That’s not a comparison to be brandished indiscriminately, but Whiskey Myers are clearly cut from the same cloth: a bona-fide rock band, but with country heritage – writing songs about real people, and mixing styles with a confident swagger.

The six-piece have embellished their sound with brass, female backing singers and, on two tracks, a string quartet, and the results are uniformly stunning. 

John Wayne and Antioch sound like southern classics, Feet’s boasts ‘chicken scratch’ guitar as good as anything that ever came out of Florida, and The Wolf howls with righteous fury. Mission To Mars even sounds like they’ve rocked up a JJ Cale classic.

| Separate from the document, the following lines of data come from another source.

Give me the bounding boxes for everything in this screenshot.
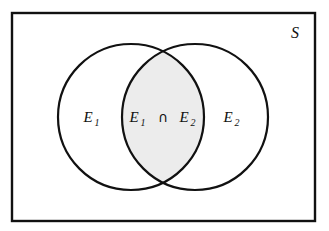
set-e1-label-subscript: 1 [95,117,100,128]
intersection-label-right-subscript: 2 [191,117,196,128]
set-e1-label-letter: E [82,109,92,125]
venn-diagram-canvas: S E 1 E 2 E 1 ∩ E 2 [0,0,329,231]
venn-diagram-figure: S E 1 E 2 E 1 ∩ E 2 [0,0,329,231]
intersection-operator-icon: ∩ [158,109,168,125]
intersection-label-left-letter: E [128,109,138,125]
intersection-label-left-subscript: 1 [141,117,146,128]
set-e2-label-letter: E [222,109,232,125]
intersection-label-right-letter: E [178,109,188,125]
sample-space-label: S [291,24,299,41]
set-e2-label-subscript: 2 [235,117,240,128]
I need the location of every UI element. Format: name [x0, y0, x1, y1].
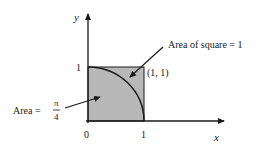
y-axis-label: y [73, 11, 79, 23]
y-tick-label: 1 [76, 62, 81, 73]
x-tick-label: 1 [141, 129, 146, 140]
unit-square [88, 67, 144, 121]
quarter-circle-diagram: y x 0 1 1 (1, 1) Area of square = 1 Area… [0, 0, 274, 146]
quarter-area-numerator: π [54, 98, 59, 108]
x-axis-label: x [213, 131, 219, 143]
origin-label: 0 [84, 129, 89, 140]
quarter-area-prefix: Area = [13, 105, 41, 116]
square-area-label: Area of square = 1 [168, 39, 243, 50]
point-label: (1, 1) [147, 67, 169, 79]
quarter-area-denominator: 4 [54, 112, 59, 122]
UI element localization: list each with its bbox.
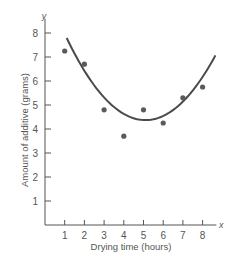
y-tick-label: 5 bbox=[32, 100, 38, 111]
x-tick-label: 1 bbox=[62, 230, 68, 241]
curve-layer bbox=[67, 38, 216, 120]
data-point bbox=[161, 120, 166, 125]
points-layer bbox=[62, 48, 205, 138]
x-tick-label: 7 bbox=[180, 230, 186, 241]
axes bbox=[45, 19, 216, 225]
data-point bbox=[82, 62, 87, 67]
y-tick-label: 3 bbox=[32, 148, 38, 159]
x-tick-label: 8 bbox=[200, 230, 206, 241]
x-tick-label: 6 bbox=[160, 230, 166, 241]
ticks: 1234567812345678 bbox=[32, 28, 205, 242]
data-point bbox=[62, 48, 67, 53]
x-tick-label: 2 bbox=[82, 230, 88, 241]
x-tick-label: 5 bbox=[141, 230, 147, 241]
y-tick-label: 2 bbox=[32, 172, 38, 183]
data-point bbox=[200, 84, 205, 89]
y-axis-name: y bbox=[41, 11, 47, 21]
y-tick-label: 4 bbox=[32, 124, 38, 135]
x-axis-label: Drying time (hours) bbox=[91, 241, 172, 252]
y-tick-label: 8 bbox=[32, 28, 38, 39]
data-point bbox=[121, 134, 126, 139]
y-tick-label: 7 bbox=[32, 52, 38, 63]
y-tick-label: 6 bbox=[32, 76, 38, 87]
y-tick-label: 1 bbox=[32, 196, 38, 207]
x-axis-name: x bbox=[218, 220, 224, 230]
data-point bbox=[180, 95, 185, 100]
data-point bbox=[102, 107, 107, 112]
x-tick-label: 3 bbox=[101, 230, 107, 241]
data-point bbox=[141, 107, 146, 112]
y-axis-label: Amount of additive (grams) bbox=[19, 73, 30, 187]
x-tick-label: 4 bbox=[121, 230, 127, 241]
chart: 1234567812345678 Drying time (hours) Amo… bbox=[0, 0, 234, 270]
fitted-curve bbox=[67, 38, 216, 120]
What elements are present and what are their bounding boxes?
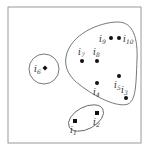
node-i2-marker <box>95 111 99 115</box>
nodes: i1i2i3i4i5i6i7i8i9i10 <box>34 34 134 136</box>
node-i6-marker <box>43 66 48 71</box>
node-i9-label: i9 <box>99 34 106 45</box>
node-i3-marker <box>124 96 128 100</box>
node-i4-marker <box>95 81 99 85</box>
node-i2-label: i2 <box>93 117 100 128</box>
node-i6-label: i6 <box>34 64 41 75</box>
node-i1-marker <box>73 119 77 123</box>
cluster-diagram: i1i2i3i4i5i6i7i8i9i10 <box>0 0 150 152</box>
node-i5-marker <box>117 74 121 78</box>
node-i8-marker <box>95 59 99 63</box>
node-i8-label: i8 <box>93 47 100 58</box>
node-i10-marker <box>117 36 121 40</box>
node-i4-label: i4 <box>93 87 100 98</box>
node-i10-label: i10 <box>123 34 134 45</box>
node-i1-label: i1 <box>70 125 77 136</box>
node-i5-label: i5 <box>114 80 121 91</box>
node-i9-marker <box>109 36 113 40</box>
node-i3-label: i3 <box>121 85 128 96</box>
node-i7-label: i7 <box>78 47 85 58</box>
node-i7-marker <box>80 59 84 63</box>
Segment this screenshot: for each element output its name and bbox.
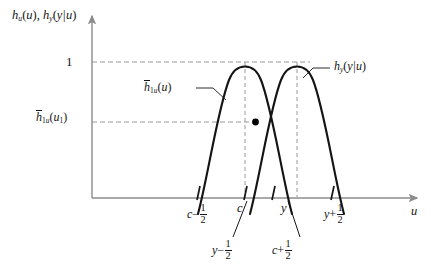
y-tick-label-one: 1 — [66, 55, 73, 68]
leader-line-c-plus-half — [288, 201, 300, 237]
x-tick-label-y-minus-half: y−12 — [212, 239, 232, 261]
y-tick-label-hbar: h1u(u1) — [36, 110, 67, 125]
figure-canvas: hu(u), hy(y|u) 1 h1u(u1) h1u(u) hy(y|u) … — [0, 0, 431, 273]
curve-label-h-y: hy(y|u) — [334, 60, 366, 74]
x-tick-label-y-plus-half: y+12 — [324, 203, 344, 225]
leader-line-left-label — [196, 88, 226, 100]
intersection-marker — [252, 119, 259, 126]
x-tick-label-c-minus-half: c−12 — [187, 203, 207, 225]
x-tick-label-c-plus-half: c+12 — [272, 239, 292, 261]
x-axis-title: u — [411, 205, 417, 218]
x-tick-label-y: y — [281, 202, 287, 215]
y-axis-title: hu(u), hy(y|u) — [12, 9, 76, 23]
x-tick-label-c: c — [237, 202, 243, 215]
plot-svg — [0, 0, 431, 273]
curve-label-h-bar-1u: h1u(u) — [144, 80, 171, 95]
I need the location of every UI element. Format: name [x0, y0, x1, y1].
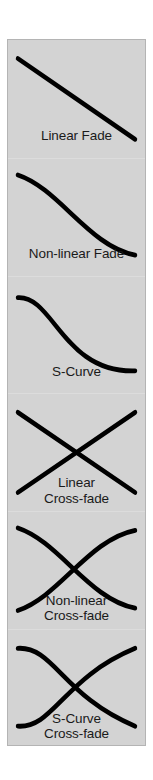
transition-curves-figure: Linear Fade Non-linear Fade S-Curve Line… — [7, 39, 146, 746]
caption-line: Linear — [8, 475, 145, 491]
panel-caption: Non-linear Fade — [8, 246, 145, 262]
panel-caption: Non-linear Cross-fade — [8, 593, 145, 624]
panel-linear-cross-fade: Linear Cross-fade — [8, 393, 145, 511]
panel-s-curve-cross-fade: S-Curve Cross-fade — [8, 629, 145, 747]
panel-non-linear-fade: Non-linear Fade — [8, 158, 145, 276]
panel-caption: Linear Fade — [8, 128, 145, 144]
curve-path — [18, 58, 135, 139]
panel-s-curve: S-Curve — [8, 276, 145, 394]
panel-caption: Linear Cross-fade — [8, 475, 145, 506]
caption-line: Non-linear Fade — [8, 246, 145, 262]
curve-path — [18, 175, 135, 255]
panel-caption: S-Curve Cross-fade — [8, 711, 145, 742]
caption-line: Non-linear — [8, 593, 145, 609]
caption-line: Linear Fade — [8, 128, 145, 144]
panel-non-linear-cross-fade: Non-linear Cross-fade — [8, 511, 145, 629]
caption-line: Cross-fade — [8, 491, 145, 507]
caption-line: Cross-fade — [8, 726, 145, 742]
caption-line: Cross-fade — [8, 608, 145, 624]
caption-line: S-Curve — [8, 364, 145, 380]
panel-caption: S-Curve — [8, 364, 145, 380]
caption-line: S-Curve — [8, 711, 145, 727]
curve-path — [18, 297, 135, 370]
panel-linear-fade: Linear Fade — [8, 40, 145, 158]
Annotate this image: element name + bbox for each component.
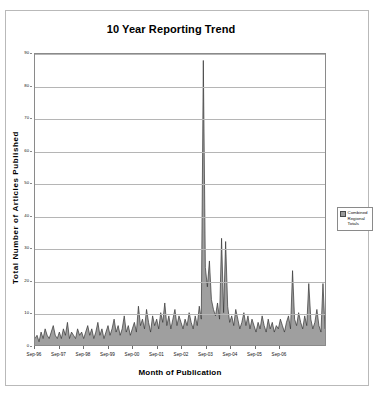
x-tick-mark-sep-97	[59, 346, 60, 349]
y-tick-label-40: 40	[24, 214, 29, 218]
gridline-y-30	[35, 249, 325, 250]
x-tick-label-sep-04: Sep-04	[223, 352, 238, 357]
x-tick-label-sep-03: Sep-03	[198, 352, 213, 357]
x-tick-label-sep-01: Sep-01	[149, 352, 164, 357]
gridline-y-70	[35, 119, 325, 120]
x-tick-label-sep-97: Sep-97	[51, 352, 66, 357]
x-tick-label-sep-05: Sep-05	[247, 352, 262, 357]
area-series-combined-regional-totals	[35, 54, 325, 345]
x-axis-tick-group: Sep-96Sep-97Sep-98Sep-99Sep-00Sep-01Sep-…	[34, 346, 326, 364]
x-tick-label-sep-99: Sep-99	[100, 352, 115, 357]
y-tick-label-70: 70	[24, 116, 29, 120]
legend-swatch-icon	[340, 211, 346, 217]
chart-legend: Combined Regional Totals	[337, 207, 373, 231]
y-tick-mark-20	[30, 281, 32, 282]
y-tick-label-80: 80	[24, 84, 29, 88]
y-tick-label-10: 10	[24, 311, 29, 315]
gridline-y-90	[35, 54, 325, 55]
x-tick-mark-sep-05	[255, 346, 256, 349]
y-tick-label-20: 20	[24, 279, 29, 283]
x-tick-mark-sep-00	[132, 346, 133, 349]
y-tick-mark-60	[30, 151, 32, 152]
x-tick-mark-sep-03	[206, 346, 207, 349]
y-tick-label-50: 50	[24, 181, 29, 185]
y-tick-label-60: 60	[24, 149, 29, 153]
x-tick-mark-sep-04	[230, 346, 231, 349]
y-tick-label-0: 0	[27, 344, 29, 348]
chart-title: 10 Year Reporting Trend	[6, 23, 336, 35]
x-axis-title: Month of Publication	[34, 368, 326, 377]
gridline-y-40	[35, 217, 325, 218]
legend-item-label: Combined Regional Totals	[348, 210, 368, 227]
x-tick-mark-sep-99	[108, 346, 109, 349]
y-axis-tick-group: 0102030405060708090	[6, 53, 32, 346]
y-tick-mark-70	[30, 118, 32, 119]
gridline-y-10	[35, 314, 325, 315]
y-tick-mark-0	[30, 346, 32, 347]
y-tick-mark-80	[30, 86, 32, 87]
legend-label-line-1: Combined	[348, 210, 368, 216]
y-tick-mark-30	[30, 248, 32, 249]
y-tick-mark-50	[30, 183, 32, 184]
x-tick-mark-sep-02	[181, 346, 182, 349]
gridline-y-50	[35, 184, 325, 185]
x-tick-mark-sep-06	[279, 346, 280, 349]
x-tick-label-sep-02: Sep-02	[174, 352, 189, 357]
y-tick-mark-90	[30, 53, 32, 54]
x-tick-mark-sep-98	[83, 346, 84, 349]
x-tick-label-sep-06: Sep-06	[272, 352, 287, 357]
legend-label-line-3: Totals	[348, 221, 368, 227]
y-tick-label-30: 30	[24, 246, 29, 250]
x-tick-mark-sep-96	[34, 346, 35, 349]
gridline-y-60	[35, 152, 325, 153]
x-tick-label-sep-98: Sep-98	[76, 352, 91, 357]
y-tick-mark-40	[30, 216, 32, 217]
x-tick-mark-sep-01	[157, 346, 158, 349]
y-tick-label-90: 90	[24, 51, 29, 55]
legend-item-combined-regional-totals: Combined Regional Totals	[340, 210, 370, 227]
plot-area	[34, 53, 326, 346]
gridline-y-20	[35, 282, 325, 283]
y-tick-mark-10	[30, 313, 32, 314]
gridline-y-80	[35, 87, 325, 88]
chart-figure-frame: 10 Year Reporting Trend Total Number of …	[5, 10, 369, 386]
x-tick-label-sep-00: Sep-00	[125, 352, 140, 357]
x-tick-label-sep-96: Sep-96	[27, 352, 42, 357]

Take a bow, then, singer and principal songwriter Cody Cannon and lead/slide guitarist John Jeffers. Tornillo is superb.

Neil Jeffries

Freelance contributor to Classic Rock and several of its offshoots since 2006. In the 1980s he began a 15-year spell working for Kerrang! intially as a cub reviewer and later as Geoff Barton’s deputy and then pouring precious metal into test tubes as editor of its Special Projects division. Has spent quality time with Robert Plant, Keith Richards, Ritchie Blackmore, Rory Gallagher and Gary Moore – and also spent time in a maximum security prison alongside Love/Hate. Loves Rush, Aerosmith and beer. Will work for food.